Disk Storage: $1,300,000/TB in 1995 vs. $3,300/TB in 2005 (SCSI RAID)

1-CPU Server: $25,000 in 1995 vs. $1,000 in 2005 (web server class machine)

4-CPU Server: $360,000 in 1995 vs. $38,000 in 2005 (with 16GB RAM)

In addition to the price reductions, we also have to look at the compute performance of a web server class machine in 1995 vs. today. Given five or six performance doublings since 1995 courtesy of improvements in clock speed, bus speed, architecture changes from 32 to 64 bit, additional cache memory and faster RAM, a conservative estimate would be that today’s single CPU 1-U “pizza box” web server is roughly fifty times faster than last decade’s model. Couple that with the 25x price difference for this pizza box, and your 2005 dollar buys you more than one-thousand times as much compute power as it did in 1995. Bandwidth is at least ten times cheaper than it was in 1995, floor space in the data center is seven times cheaper and enterprise-class storage is at least four hundred times cheaper than it was only a decade ago. With some smart software and network engineering, the cost per gigabyte of storage can be brought down an order of magnitude further still using a distributed filesystem based on low-end IDE drives. Finally, with the rise of Linux, Apache, MySQL and open source in general, software license costs can also vanish from the equation when running a large-scale web service.

What does this mean for a web-services company? The cost to deliver an application to an end-user has dropped dramatically for these companies and the cost to operate their data centers therefore has much less of an impact on their costs of operations and capex budget than it used to, which means their gross margins for delivering their product have improved significantly since 1995. For companies like Yahoo, Google and more recently, Technorati, this means the cost to deliver a page view or search results page has gone down dramatically, while the average size of a search-results page is perhaps only marginally larger since 1995. Even considering the size of a search index (Google’s 8B pages today vs. Excite’s 10M in 1995) has grown nearly one thousand-fold, the costs of computing power and storage have accommodated this expansion while bandwidth costs and rack space have fallen nearly tenfold.

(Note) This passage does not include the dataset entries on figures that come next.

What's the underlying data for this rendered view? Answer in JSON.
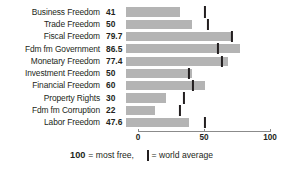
{
  "chart_data": {
    "type": "bar",
    "orientation": "horizontal",
    "title": "",
    "xlabel": "",
    "ylabel": "",
    "xlim": [
      0,
      100
    ],
    "grid": false,
    "legend_position": "bottom",
    "axis_ticks": [
      {
        "value": 0,
        "label": "0"
      },
      {
        "value": 50,
        "label": "50"
      },
      {
        "value": 100,
        "label": "100"
      }
    ],
    "categories": [
      "Business Freedom",
      "Trade Freedom",
      "Fiscal Freedom",
      "Fdm fm Government",
      "Monetary Freedom",
      "Investment Freedom",
      "Financial Freedom",
      "Property Rights",
      "Fdm fm Corruption",
      "Labor Freedom"
    ],
    "values": [
      41,
      50,
      79.7,
      86.5,
      77.4,
      50,
      60,
      30,
      22,
      47.6
    ],
    "value_labels": [
      "41",
      "50",
      "79.7",
      "86.5",
      "77.4",
      "50",
      "60",
      "30",
      "22",
      "47.6"
    ],
    "series": [
      {
        "name": "Country score",
        "values": [
          41,
          50,
          79.7,
          86.5,
          77.4,
          50,
          60,
          30,
          22,
          47.6
        ]
      },
      {
        "name": "World average",
        "marker": "vertical-tick",
        "values": [
          60,
          62,
          80,
          70,
          73,
          48,
          51,
          44,
          41,
          60
        ]
      }
    ],
    "rows": [
      {
        "label": "Business Freedom",
        "value_label": "41",
        "value": 41,
        "world_average": 60
      },
      {
        "label": "Trade Freedom",
        "value_label": "50",
        "value": 50,
        "world_average": 62
      },
      {
        "label": "Fiscal Freedom",
        "value_label": "79.7",
        "value": 79.7,
        "world_average": 80
      },
      {
        "label": "Fdm fm Government",
        "value_label": "86.5",
        "value": 86.5,
        "world_average": 70
      },
      {
        "label": "Monetary Freedom",
        "value_label": "77.4",
        "value": 77.4,
        "world_average": 73
      },
      {
        "label": "Investment Freedom",
        "value_label": "50",
        "value": 50,
        "world_average": 48
      },
      {
        "label": "Financial Freedom",
        "value_label": "60",
        "value": 60,
        "world_average": 51
      },
      {
        "label": "Property Rights",
        "value_label": "30",
        "value": 30,
        "world_average": 44
      },
      {
        "label": "Fdm fm Corruption",
        "value_label": "22",
        "value": 22,
        "world_average": 41
      },
      {
        "label": "Labor Freedom",
        "value_label": "47.6",
        "value": 47.6,
        "world_average": 60
      }
    ],
    "colors": {
      "bar": "#b4b4b4",
      "tick": "#231f20",
      "axis": "#8b8b8b",
      "text": "#231f20",
      "background": "#ffffff"
    }
  },
  "legend": {
    "max_label": "100",
    "max_text": "= most free,",
    "average_text": "= world average"
  }
}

For enterprise-focused companies like Salesforce.com, Postini, Quova and Rally, the story is similar. Add in a subscription-based recurring revenue stream and you have a business model that has all the benefits of a dependable revenue stream and profit margins that can approach those of a traditional software company. Thanks to the low cost and high performance of today’s hardware coupled with an elegant service architecture, Postini is able to process several hundred million email messages per day for its customers with an extraordinarily light hardware footprint and does so quite profitably as a result.

The fun thing about doing a retrospective like this is to realize that when I write about this again in 2015, the increases in CPU speed, memory density and bandwidth will make today’s costs and capabilities look as quaint as 1995’s do today. Thus the environment will continue to become more hospitable to the software-as-a-service model, more entrepreneurs will create meaningful businesses based on this model, VCs will continue to invest in these ideas (myself included), and we’ll all be able to enjoy some mind-blowing applications a decade from now that are simply not possible today.